The following is a fixup of a Twitter thread I wrote on my Phone after watching my boy’s junior soccer game this morning.
To add to Friday’s crunch week 1 post, I have been pondering the correct strategy for structuring the in-game tutorial, following the advice of many UX (user experience) experts who are all about light touch, user-driven and even invisible tutorials.
Mr Football is a novel beast, a hybrid of two midcore genres that have never been hybridised with each other before (Football Manager crossed with Summoner’s War), so coaches do need a bit of education as it might be a bit confusing. Best UX practices apply, nevertheless.
I have been thinking of implementing the bare minimum in the initial tutorial chain to establish the game loop of recruit ➡️ boot ➡️ loot, then optional mini-tutorials on first entry to each new scene. Let the coaches coach.
There is a full Rulebook in-game, something I haven’t seen in any other title of this type as they usually leave that stuff to third-party wikis. If you want to dig deep on the RPG-style theorycrafting, all the “battle” (match) rules are explicit. I had been thinking of just leaving deep links to the Rulebook on every scene, but perhaps I could also include the tutorial texts if that more chatty, conversational style is what you prefer. More choices are good.
“Midcore” is a jargon term in the mobile game industry to denote a game that has more depth than “casual” games like popular match-3 or hidden object titles, often revolving around resource management with a complex in-game economy. Football Manager is hardcore, for example. I am aiming for something that is more complicated than FIFA Mobile, an arcade game at heart which is pitched at the lowest common denominator for widest appeal. Mr Football’s two hybrid genres are already midcore tending to hardcore, combining them can enable a lot more granularity.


Task requirements: Leave out the pictures and restate the rest of the data exactly.

Exercise inputs:
=== Section Start ===

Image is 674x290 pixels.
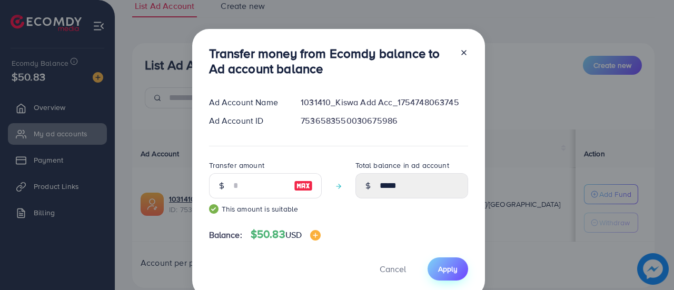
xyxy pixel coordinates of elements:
div: Ad Account Name [201,96,293,109]
div: Ad Account ID [201,115,293,127]
h3: Transfer money from Ecomdy balance to Ad account balance [209,46,451,76]
img: guide [209,204,219,214]
span: Balance: [209,229,242,241]
span: USD [286,229,302,241]
div: 1031410_Kiswa Add Acc_1754748063745 [292,96,476,109]
h4: $50.83 [251,228,321,241]
div: 7536583550030675986 [292,115,476,127]
label: Total balance in ad account [356,160,449,171]
span: Apply [438,264,458,274]
button: Cancel [367,258,419,280]
button: Apply [428,258,468,280]
small: This amount is suitable [209,204,322,214]
label: Transfer amount [209,160,264,171]
img: image [294,180,313,192]
span: Cancel [380,263,406,275]
img: image [310,230,321,241]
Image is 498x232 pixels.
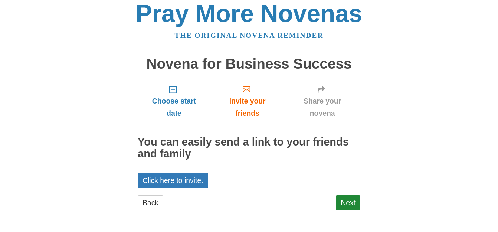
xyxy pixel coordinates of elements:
a: Next [336,195,360,210]
h1: Novena for Business Success [138,56,360,72]
a: Click here to invite. [138,173,208,188]
a: Choose start date [138,79,210,123]
span: Invite your friends [218,95,277,120]
a: Back [138,195,163,210]
a: Share your novena [284,79,360,123]
span: Choose start date [145,95,203,120]
h2: You can easily send a link to your friends and family [138,136,360,160]
span: Share your novena [292,95,353,120]
a: The original novena reminder [175,32,324,39]
a: Invite your friends [210,79,284,123]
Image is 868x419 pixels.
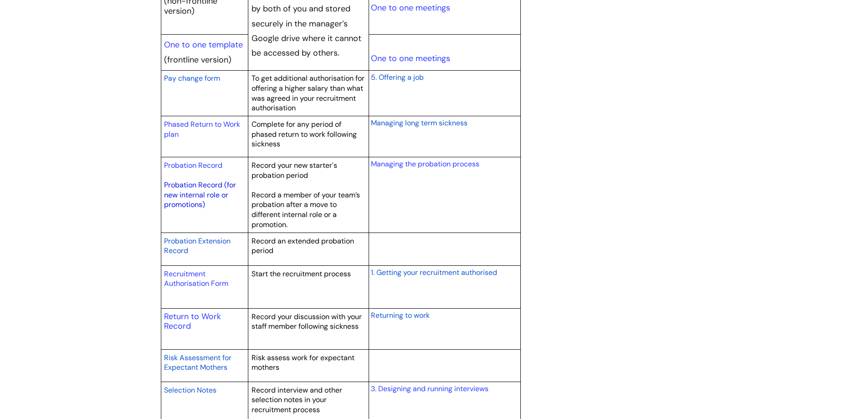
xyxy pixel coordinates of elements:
a: Probation Record (for new internal role or promotions) [164,180,236,210]
a: Pay change form [164,72,220,84]
a: One to one template [164,39,243,50]
span: Returning to work [371,311,430,320]
span: Probation Extension Record [164,236,231,256]
span: 1. Getting your recruitment authorised [371,268,497,277]
a: Probation Extension Record [164,235,231,257]
a: 5. Offering a job [371,72,424,82]
a: Recruitment Authorisation Form [164,269,228,289]
a: 1. Getting your recruitment authorised [371,267,497,278]
a: One to one meetings [371,2,450,13]
a: Risk Assessment for Expectant Mothers [164,352,232,373]
a: Return to Work Record [164,311,221,332]
span: Record your discussion with your staff member following sickness [252,312,362,331]
span: Complete for any period of phased return to work following sickness [252,119,357,149]
span: Record interview and other selection notes in your recruitment process [252,385,342,414]
a: One to one meetings [371,53,450,64]
span: To get additional authorisation for offering a higher salary than what was agreed in your recruit... [252,74,365,112]
td: (frontline version) [161,34,248,70]
span: Managing long term sickness [371,118,468,128]
a: Selection Notes [164,384,216,395]
span: Record your new starter's probation period [252,161,337,180]
span: Risk assess work for expectant mothers [252,353,355,373]
span: Record a member of your team’s probation after a move to different internal role or a promotion. [252,190,360,230]
span: Start the recruitment process [252,269,351,279]
span: Risk Assessment for Expectant Mothers [164,353,232,373]
a: Probation Record [164,161,222,170]
a: 3. Designing and running interviews [371,384,489,394]
span: Record an extended probation period [252,236,354,256]
a: Phased Return to Work plan [164,119,240,139]
span: Selection Notes [164,385,216,395]
a: Managing long term sickness [371,117,468,128]
span: 5. Offering a job [371,72,424,82]
a: Managing the probation process [371,159,479,169]
span: Pay change form [164,74,220,83]
a: Returning to work [371,310,430,321]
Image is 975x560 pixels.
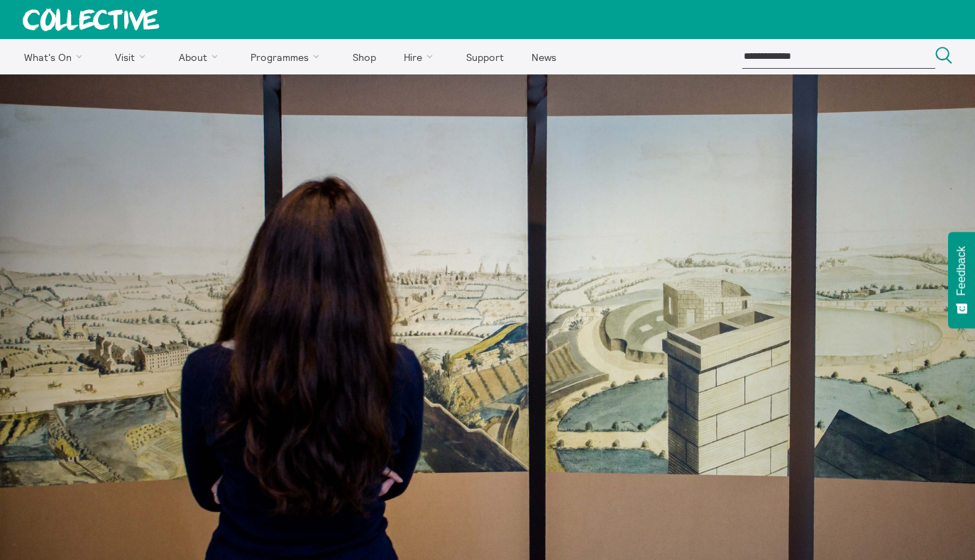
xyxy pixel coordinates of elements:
button: Feedback - Show survey [948,232,975,328]
a: Programmes [238,39,337,75]
a: Support [454,39,516,75]
a: What's On [12,39,100,75]
a: News [518,39,568,75]
span: Feedback [955,246,968,296]
a: Shop [340,39,388,75]
a: Visit [103,39,164,75]
a: Hire [391,39,451,75]
a: About [166,39,235,75]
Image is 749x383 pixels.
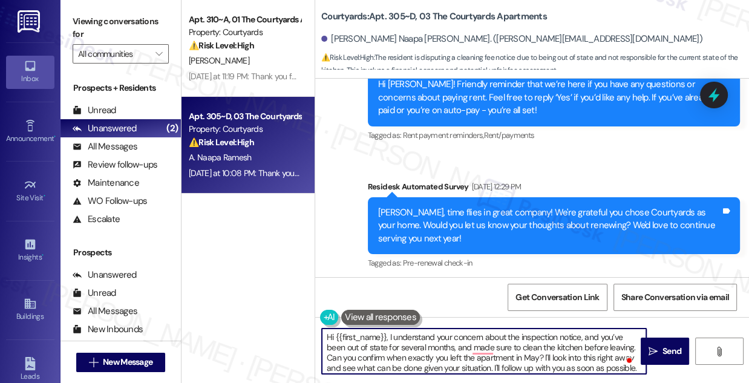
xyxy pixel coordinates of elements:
[614,284,737,311] button: Share Conversation via email
[6,175,54,208] a: Site Visit •
[6,234,54,267] a: Insights •
[6,293,54,326] a: Buildings
[6,56,54,88] a: Inbox
[189,123,301,136] div: Property: Courtyards
[516,291,599,304] span: Get Conversation Link
[189,152,252,163] span: A. Naapa Ramesh
[73,269,137,281] div: Unanswered
[78,44,149,64] input: All communities
[189,55,249,66] span: [PERSON_NAME]
[73,287,116,300] div: Unread
[321,51,749,77] span: : The resident is disputing a cleaning fee notice due to being out of state and not responsible f...
[368,180,740,197] div: Residesk Automated Survey
[44,192,45,200] span: •
[715,347,724,356] i: 
[163,119,181,138] div: (2)
[321,33,703,45] div: [PERSON_NAME] Naapa [PERSON_NAME]. ([PERSON_NAME][EMAIL_ADDRESS][DOMAIN_NAME])
[73,104,116,117] div: Unread
[61,82,181,94] div: Prospects + Residents
[621,291,729,304] span: Share Conversation via email
[42,251,44,260] span: •
[468,180,521,193] div: [DATE] 12:29 PM
[89,358,98,367] i: 
[18,10,42,33] img: ResiDesk Logo
[378,39,721,117] div: This message is part of our periodic resident outreach. Please disregard if you've already paid o...
[322,329,646,374] textarea: To enrich screen reader interactions, please activate Accessibility in Grammarly extension settings
[189,110,301,123] div: Apt. 305~D, 03 The Courtyards Apartments
[54,133,56,141] span: •
[73,195,147,208] div: WO Follow-ups
[61,246,181,259] div: Prospects
[73,140,137,153] div: All Messages
[484,130,535,140] span: Rent/payments
[73,177,139,189] div: Maintenance
[73,12,169,44] label: Viewing conversations for
[189,137,254,148] strong: ⚠️ Risk Level: High
[321,53,373,62] strong: ⚠️ Risk Level: High
[403,130,484,140] span: Rent payment reminders ,
[189,13,301,26] div: Apt. 310~A, 01 The Courtyards Apartments
[641,338,689,365] button: Send
[368,126,740,144] div: Tagged as:
[378,206,721,245] div: [PERSON_NAME], time flies in great company! We're grateful you chose Courtyards as your home. Wou...
[103,356,152,369] span: New Message
[321,10,547,23] b: Courtyards: Apt. 305~D, 03 The Courtyards Apartments
[508,284,607,311] button: Get Conversation Link
[663,345,681,358] span: Send
[649,347,658,356] i: 
[156,49,162,59] i: 
[73,213,120,226] div: Escalate
[73,159,157,171] div: Review follow-ups
[73,122,137,135] div: Unanswered
[189,26,301,39] div: Property: Courtyards
[76,353,166,372] button: New Message
[73,305,137,318] div: All Messages
[403,258,473,268] span: Pre-renewal check-in
[368,254,740,272] div: Tagged as:
[189,40,254,51] strong: ⚠️ Risk Level: High
[73,323,143,336] div: New Inbounds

=== Section End ===

Finished task:
Image is 674x290 pixels.
xyxy pixel coordinates of elements:
div: Ad Account Name [201,96,293,109]
div: Ad Account ID [201,115,293,127]
h3: Transfer money from Ecomdy balance to Ad account balance [209,46,451,76]
img: guide [209,204,219,214]
span: Balance: [209,229,242,241]
span: USD [286,229,302,241]
div: 1031410_Kiswa Add Acc_1754748063745 [292,96,476,109]
h4: $50.83 [251,228,321,241]
div: 7536583550030675986 [292,115,476,127]
label: Total balance in ad account [356,160,449,171]
span: Apply [438,264,458,274]
button: Cancel [367,258,419,280]
button: Apply [428,258,468,280]
small: This amount is suitable [209,204,322,214]
label: Transfer amount [209,160,264,171]
img: image [294,180,313,192]
span: Cancel [380,263,406,275]
img: image [310,230,321,241]
Image is 498x232 pixels.
xyxy pixel coordinates of elements:
a: Next [336,195,360,210]
h1: Novena for Business Success [138,56,360,72]
a: Click here to invite. [138,173,208,188]
a: Choose start date [138,79,210,123]
span: Invite your friends [218,95,277,120]
a: Back [138,195,163,210]
a: Share your novena [284,79,360,123]
span: Choose start date [145,95,203,120]
h2: You can easily send a link to your friends and family [138,136,360,160]
span: Share your novena [292,95,353,120]
a: The original novena reminder [175,32,324,39]
a: Invite your friends [210,79,284,123]
Image is 868x419 pixels.
xyxy pixel coordinates of elements:
a: Probation Record (for new internal role or promotions) [164,180,236,210]
a: Pay change form [164,72,220,84]
a: One to one template [164,39,243,50]
span: Returning to work [371,311,430,320]
span: Probation Extension Record [164,236,231,256]
span: 1. Getting your recruitment authorised [371,268,497,277]
a: Probation Extension Record [164,235,231,257]
a: 5. Offering a job [371,72,424,82]
a: Recruitment Authorisation Form [164,269,228,289]
a: 1. Getting your recruitment authorised [371,267,497,278]
a: One to one meetings [371,2,450,13]
a: Risk Assessment for Expectant Mothers [164,352,232,373]
a: Return to Work Record [164,311,221,332]
span: Record your discussion with your staff member following sickness [252,312,362,331]
span: Complete for any period of phased return to work following sickness [252,119,357,149]
span: Record interview and other selection notes in your recruitment process [252,385,342,414]
a: One to one meetings [371,53,450,64]
span: To get additional authorisation for offering a higher salary than what was agreed in your recruit... [252,74,365,112]
td: (frontline version) [161,34,248,70]
span: Managing long term sickness [371,118,468,128]
a: Selection Notes [164,384,216,395]
span: Record your new starter's probation period [252,161,337,180]
span: Risk assess work for expectant mothers [252,353,355,373]
span: Record a member of your team’s probation after a move to different internal role or a promotion. [252,190,360,230]
span: Start the recruitment process [252,269,351,279]
span: Risk Assessment for Expectant Mothers [164,353,232,373]
a: Probation Record [164,161,222,170]
a: 3. Designing and running interviews [371,384,489,394]
span: Record an extended probation period [252,236,354,256]
a: Phased Return to Work plan [164,119,240,139]
span: Selection Notes [164,385,216,395]
a: Managing long term sickness [371,117,468,128]
span: 5. Offering a job [371,72,424,82]
a: Managing the probation process [371,159,479,169]
span: Pay change form [164,74,220,83]
a: Returning to work [371,310,430,321]
Image is 975x560 pixels.
xyxy pixel coordinates of elements:
button: Feedback - Show survey [948,232,975,328]
a: Programmes [238,39,337,75]
a: Support [454,39,516,75]
a: What's On [12,39,100,75]
a: News [518,39,568,75]
span: Feedback [955,246,968,296]
a: Shop [340,39,388,75]
a: Visit [103,39,164,75]
a: Hire [391,39,451,75]
a: About [166,39,235,75]
Image is 749x383 pixels.
xyxy pixel coordinates of elements:
[614,284,737,311] button: Share Conversation via email
[6,175,54,208] a: Site Visit •
[6,234,54,267] a: Insights •
[6,293,54,326] a: Buildings
[6,56,54,88] a: Inbox
[189,123,301,136] div: Property: Courtyards
[516,291,599,304] span: Get Conversation Link
[189,152,252,163] span: A. Naapa Ramesh
[73,269,137,281] div: Unanswered
[78,44,149,64] input: All communities
[189,55,249,66] span: [PERSON_NAME]
[73,287,116,300] div: Unread
[321,51,749,77] span: : The resident is disputing a cleaning fee notice due to being out of state and not responsible f...
[368,180,740,197] div: Residesk Automated Survey
[44,192,45,200] span: •
[715,347,724,356] i: 
[163,119,181,138] div: (2)
[321,33,703,45] div: [PERSON_NAME] Naapa [PERSON_NAME]. ([PERSON_NAME][EMAIL_ADDRESS][DOMAIN_NAME])
[73,104,116,117] div: Unread
[61,82,181,94] div: Prospects + Residents
[621,291,729,304] span: Share Conversation via email
[42,251,44,260] span: •
[468,180,521,193] div: [DATE] 12:29 PM
[89,358,98,367] i: 
[18,10,42,33] img: ResiDesk Logo
[378,39,721,117] div: This message is part of our periodic resident outreach. Please disregard if you've already paid o...
[322,329,646,374] textarea: To enrich screen reader interactions, please activate Accessibility in Grammarly extension settings
[189,110,301,123] div: Apt. 305~D, 03 The Courtyards Apartments
[54,133,56,141] span: •
[73,195,147,208] div: WO Follow-ups
[61,246,181,259] div: Prospects
[73,140,137,153] div: All Messages
[484,130,535,140] span: Rent/payments
[73,177,139,189] div: Maintenance
[73,12,169,44] label: Viewing conversations for
[189,137,254,148] strong: ⚠️ Risk Level: High
[321,53,373,62] strong: ⚠️ Risk Level: High
[403,130,484,140] span: Rent payment reminders ,
[189,13,301,26] div: Apt. 310~A, 01 The Courtyards Apartments
[641,338,689,365] button: Send
[368,126,740,144] div: Tagged as:
[378,206,721,245] div: [PERSON_NAME], time flies in great company! We're grateful you chose Courtyards as your home. Wou...
[103,356,152,369] span: New Message
[321,10,547,23] b: Courtyards: Apt. 305~D, 03 The Courtyards Apartments
[508,284,607,311] button: Get Conversation Link
[663,345,681,358] span: Send
[649,347,658,356] i: 
[156,49,162,59] i: 
[73,213,120,226] div: Escalate
[73,159,157,171] div: Review follow-ups
[73,122,137,135] div: Unanswered
[189,26,301,39] div: Property: Courtyards
[76,353,166,372] button: New Message
[73,305,137,318] div: All Messages
[403,258,473,268] span: Pre-renewal check-in
[368,254,740,272] div: Tagged as:
[189,40,254,51] strong: ⚠️ Risk Level: High
[73,323,143,336] div: New Inbounds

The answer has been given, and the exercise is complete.